The problem is that our homes move to a different rhythm than the rest of our lives. They're built to last 100 years or more and we don't often change them (Changing Rooms notwithstanding). Maybe we should look at the way older domestic technologies were added – cooking hearths, window glass, electricity, mains gas, telephones – for clues as to how homes will stretch to wrap around these 'smart' additions?

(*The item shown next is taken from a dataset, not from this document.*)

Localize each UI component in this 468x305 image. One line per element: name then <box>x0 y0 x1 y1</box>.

The archaeologists and anthropologists (maybe the architects) might be more useful here than the techies and marketing people with their stupid adoption curves and demographics and surveys. Stewart Brand wrote about the way we change our dwellings over time in the excellent How Buildings Learn.
July 01, 2003
Do me a favour and read this lot...
If I had time I'd probably be reading things like Edward Sheehan's The Map and the Fence from the NYRB, Edward Said's A Road Map to Where? from the LRB, Gerard Baker's 2,200 words on US nation building in Iraq in the FT, Emily Bell on the ascendance of the BBC in The Guardian, The Economist's Technology Quarterly and The Ecologist's (somewhat hysterical) 5 reasons to keep Britain GM-free.
Sainsbury's arrives
Round here everyone's been talking about the opening of a dinky branch of Sainsbury's in the village. It's one of the firm's tiny convenience stores (no car park, no deli, no Starbucks...). Everyone's happy except the other local retailers, all of whom hate it. The off licenses, supermarkets, butchers and petrol station are all certain it'll kill them off. The insertion of mega-brand convenience stores like these into fragile local business ecologies will be a powerful diagnostic for their health. The weakest could be destabilised and might collapse &ndash: a disaster for diversity and choice. Are planners considering the chilling effect of the big brands when they approve their applications?

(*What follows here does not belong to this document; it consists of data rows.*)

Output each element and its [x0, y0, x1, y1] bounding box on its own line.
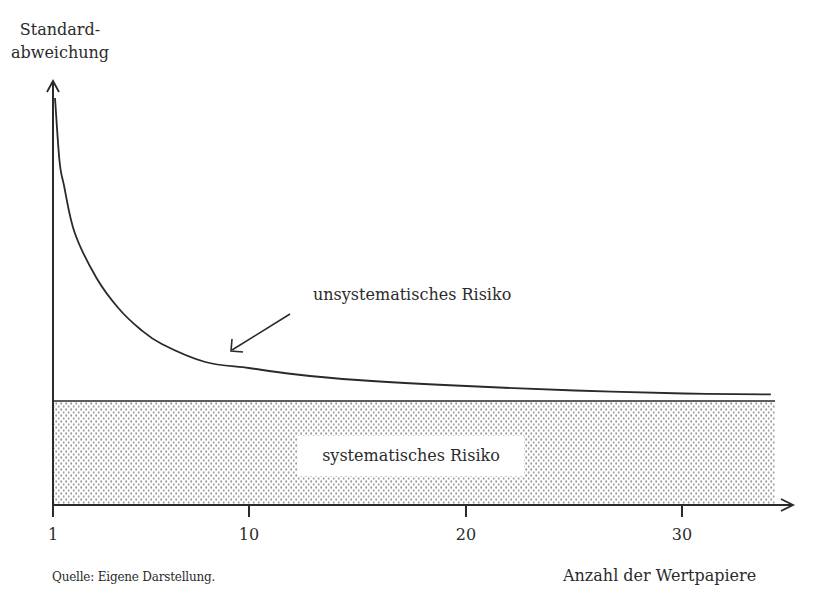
- x-tick-label-1: 1: [48, 525, 58, 544]
- x-tick-label-10: 10: [239, 525, 259, 544]
- risk-diversification-chart: [0, 0, 818, 611]
- source-note: Quelle: Eigene Darstellung.: [52, 570, 215, 584]
- x-axis-ticks: [53, 505, 682, 517]
- total-risk-curve: [55, 98, 771, 394]
- x-tick-label-20: 20: [456, 525, 476, 544]
- unsystematic-risk-pointer-arrow: [232, 314, 290, 350]
- x-axis-label: Anzahl der Wertpapiere: [563, 566, 756, 585]
- x-tick-label-30: 30: [672, 525, 692, 544]
- systematic-risk-label: systematisches Risiko: [298, 436, 524, 476]
- unsystematic-risk-label: unsystematisches Risiko: [313, 285, 511, 304]
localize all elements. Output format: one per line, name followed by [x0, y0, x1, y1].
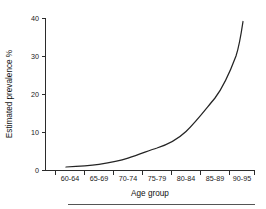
- x-tick-label-65-69: 65-69: [90, 174, 108, 183]
- y-axis-title: Estimated prevalence %: [5, 50, 14, 138]
- x-tick-label-80-84: 80-84: [177, 174, 195, 183]
- x-tick-label-90-95: 90-95: [233, 174, 251, 183]
- prevalence-curve: [66, 22, 243, 168]
- y-tick-label-30: 30: [31, 52, 39, 61]
- x-axis-title: Age group: [131, 189, 169, 198]
- prevalence-by-age-line-chart: Estimated prevalence % 0 10 20 30 40 60-…: [0, 0, 266, 209]
- chart-figure: Estimated prevalence % 0 10 20 30 40 60-…: [0, 0, 266, 209]
- y-tick-label-10: 10: [31, 128, 39, 137]
- y-tick-label-40: 40: [31, 14, 39, 23]
- y-tick-label-0: 0: [35, 166, 39, 175]
- x-tick-label-70-74: 70-74: [119, 174, 137, 183]
- x-tick-label-60-64: 60-64: [61, 174, 79, 183]
- x-tick-label-75-79: 75-79: [148, 174, 166, 183]
- x-tick-label-85-89: 85-89: [206, 174, 224, 183]
- y-tick-label-20: 20: [31, 90, 39, 99]
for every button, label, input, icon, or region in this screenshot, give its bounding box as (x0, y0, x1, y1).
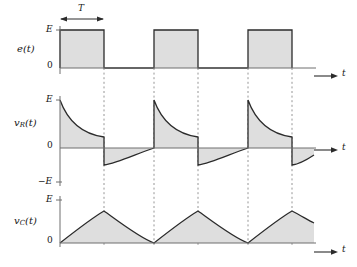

Meanwhile, The Economist wonders if the chain can survive as an independent entity under opera buff Peter Davis: "Can a mass-market retailer successfully sell both gourmet olive oil to City analysts in London and white bread north of Watford? For the moment, Tesco is doing it. But Sainsbury fails to deliver a superior offer on any count: not price, not range, not quality" (you'll need a subscription to see this story).
Azeem says crap
Appropriately fogey-ish response to blogging from Damian Whitworth in Britain's least wired broadsheet The Times. He's obviously intrigued but trying hard not to sound too keen in case the other fogeys at the paper send him to Coventry. Oh, and Azeem says 'crap'.